JabRef is an open-source, cross-platform citation and reference management tool.
Stay on top of your literature: JabRef helps you to collect and organize sources, find the paper you need and discover the latest research.
JabRef is available free of charge and is actively developed. It supports you in every step of your research work.
- Search across many online scientific catalogues like CiteSeer, CrossRef, Google Scholar, IEEEXplore, INSPIRE-HEP, Medline PubMed, MathSciNet, Springer, arXiv, and zbMATH
- Import options for over 15 reference formats
- Easily retrieve and link full-text articles
- Fetch complete bibliographic information based on ISBN, DOI, PubMed-ID and arXiv-ID
- Extract metadata from PDFs
- Import new references directly from the browser with one click using the official browser extension for Firefox, Chrome, Edge and Vivaldi
- Group your research into hierarchical collections and organize research items based on keywords/tags, search terms or your manual assignments
- Advanced search and filter features
- Complete and fix bibliographic data by comparing with curated online catalogues such as Google Scholar, Springer or MathSciNet
- Customizable citation key generator
- Customize and add new metadata fields or reference types
- Find and merge duplicates
- Attach related documents: 20 different kinds of documents supported out of the box, completely customizable and extendable
- Automatically rename and move associated documents according to customizable rules
- Keep track of what you read: ranking, priority, printed, quality-assured
- Native BibTeX and Biblatex support
- Cite-as-you-write functionality for external applications such as Emacs, Kile, LyX, Texmaker, TeXstudio, Vim and WinEdt.
- Format references in one of the many thousand built-in citation styles or create your style
- Support for Word and LibreOffice/OpenOffice for inserting and formatting citations
- Many built-in export options or create your export format
- Library is saved as a simple text file and thus it is easy to share with others via Dropbox and is version-control friendly
- Work in a team: sync the contents of your library via a SQL database
Fresh development builds are available at builds.jabref.org. The latest stable release is available at FossHub.
Please see our Installation Guide.
We are thankful for any bug reports or other feedback. If you have ideas for new features you want to be included in JabRef, tell us in the feature section of our forum! If you need support in using JabRef, please read the documentation first, the frequently asked questions (FAQ) and also have a look at our community forum. You can use our GitHub issue tracker to file bug reports.
An explanation of donation possibilities and usage of donations is available at our donations page.

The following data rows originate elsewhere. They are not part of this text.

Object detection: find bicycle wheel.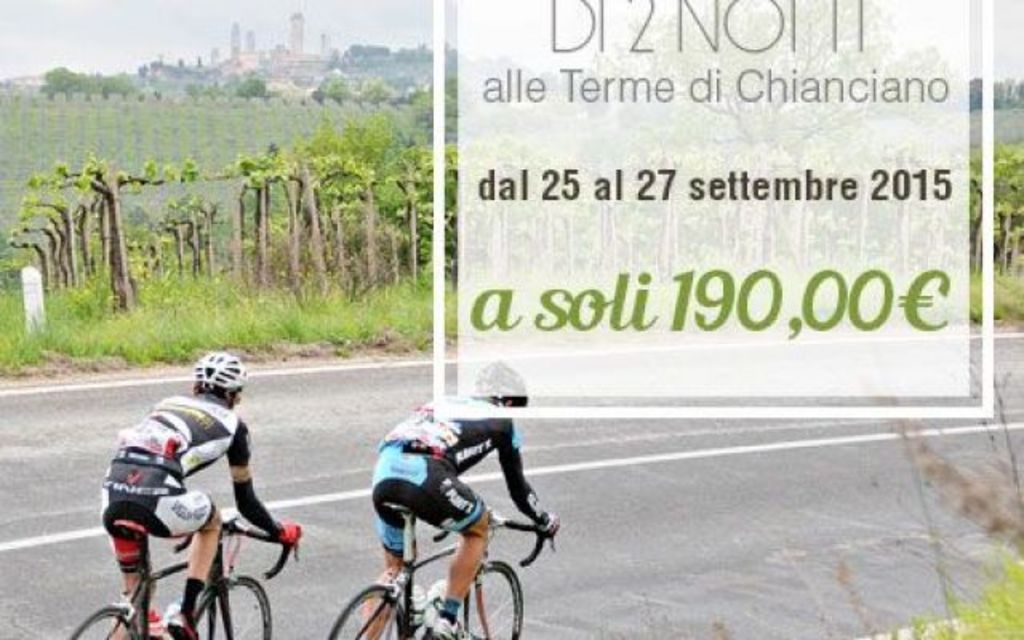
left=462, top=560, right=518, bottom=637.
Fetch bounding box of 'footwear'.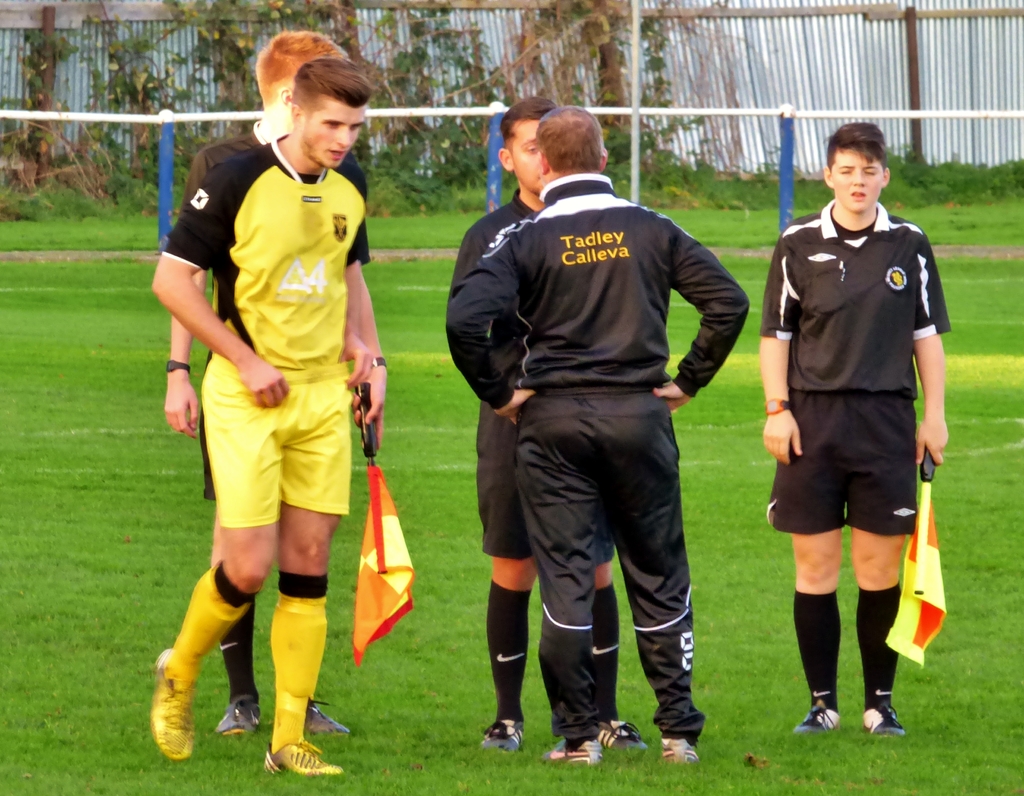
Bbox: box(243, 631, 321, 784).
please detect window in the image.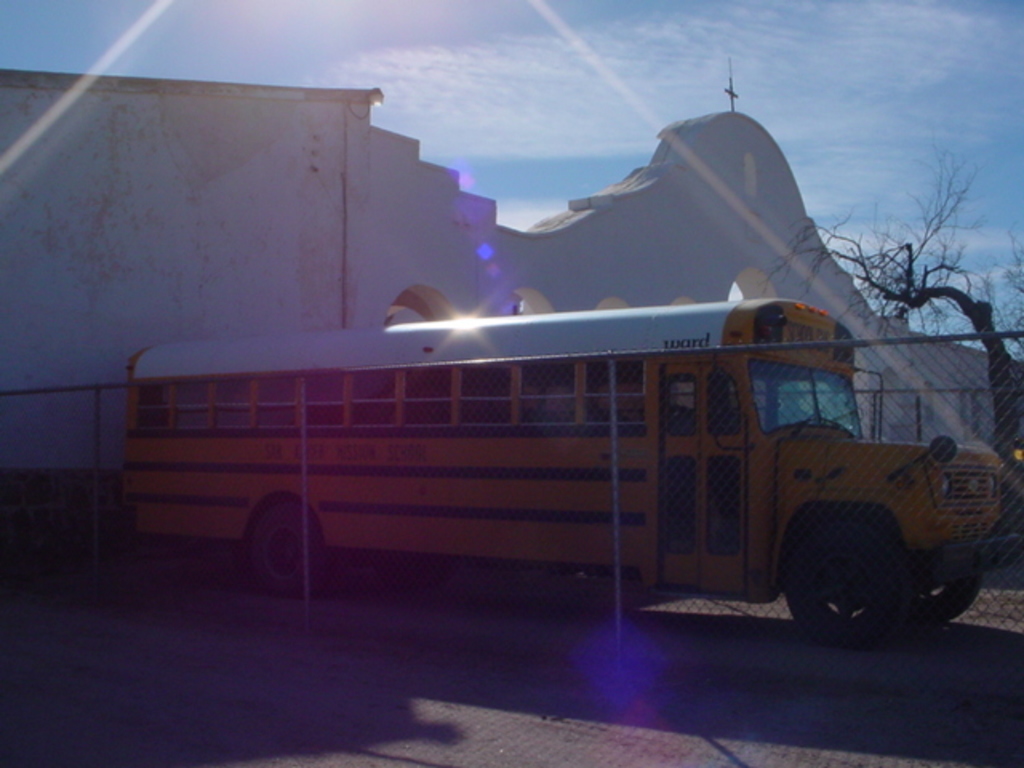
l=402, t=366, r=450, b=427.
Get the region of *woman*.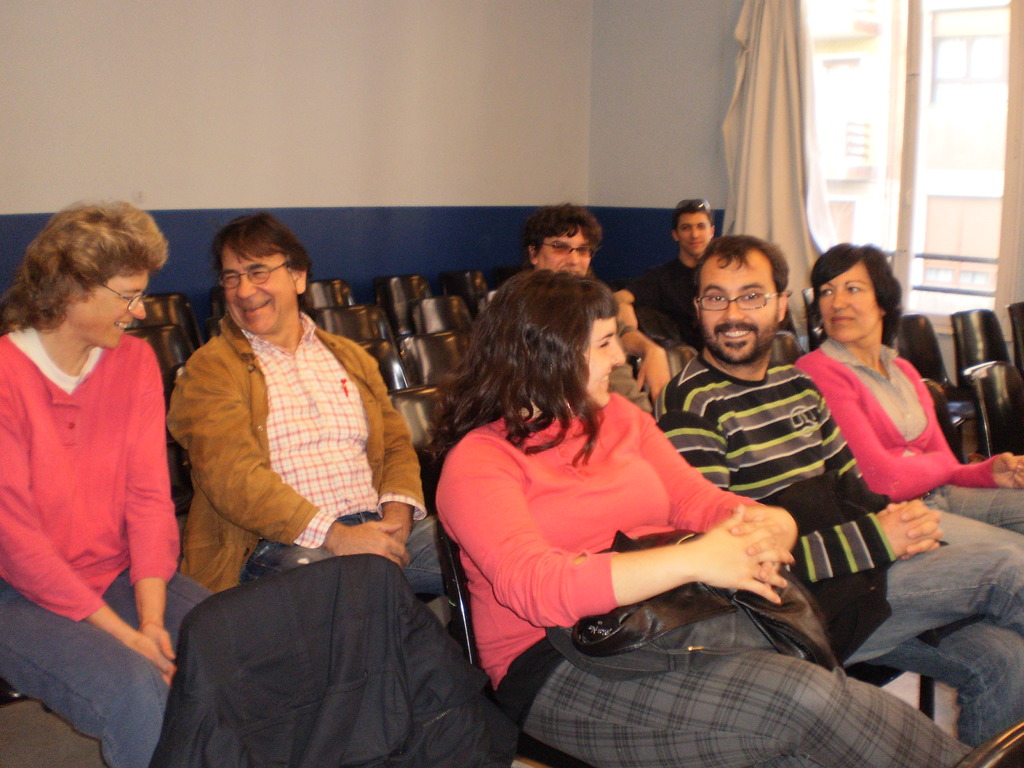
select_region(0, 196, 211, 767).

Want to be part of a free and open-source project that tens of thousands of scientists use every day? Check out the ways you can contribute, below:
- Not a programmer? Help translating JabRef at Crowdin or learn how to help at contribute.jabref.org
- Quick overview on the architecture needed? Look at our high-level documentation
- For details on how to contribute, have a look at our guidelines for contributing.
- You are welcome to contribute new features. To get your code included into JabRef, just fork the JabRef repository, make your changes, and create a pull request.
- To work on existing JabRef issues, check out our issue tracker. New to open source contributing? Look for issues with the "good first issue" label to get started.
We view pull requests as a collaborative process. Submit a pull request early to get feedback from the team on work in progress. We will discuss improvements with you and agree to merge them once the developers approve. Please also remember to discuss bigger changes early with the core developers to avoid a waste of time and work. Some fundamental design decisions can be found within our list of Architectural Decision Records.
If you want a step-by-step walk-through on how to set-up your workspace, please check this guideline.
To compile JabRef from source, you need a Java Development Kit 19 and JAVA_HOME
pointing to this JDK.
To run it, just execute gradlew run
.
When you want to develop, it is necessary to generate additional sources using gradlew generateSource
and then generate the Eclipse gradlew eclipse
.
For IntelliJ IDEA, just import the project via a Gradle Import by pointing at the build.gradle
.
gradlew test
executes all tests. We use Github Actions for executing the tests after each commit. For developing, it is sufficient to locally only run the associated test for the classes you changed. Github will report any other failure.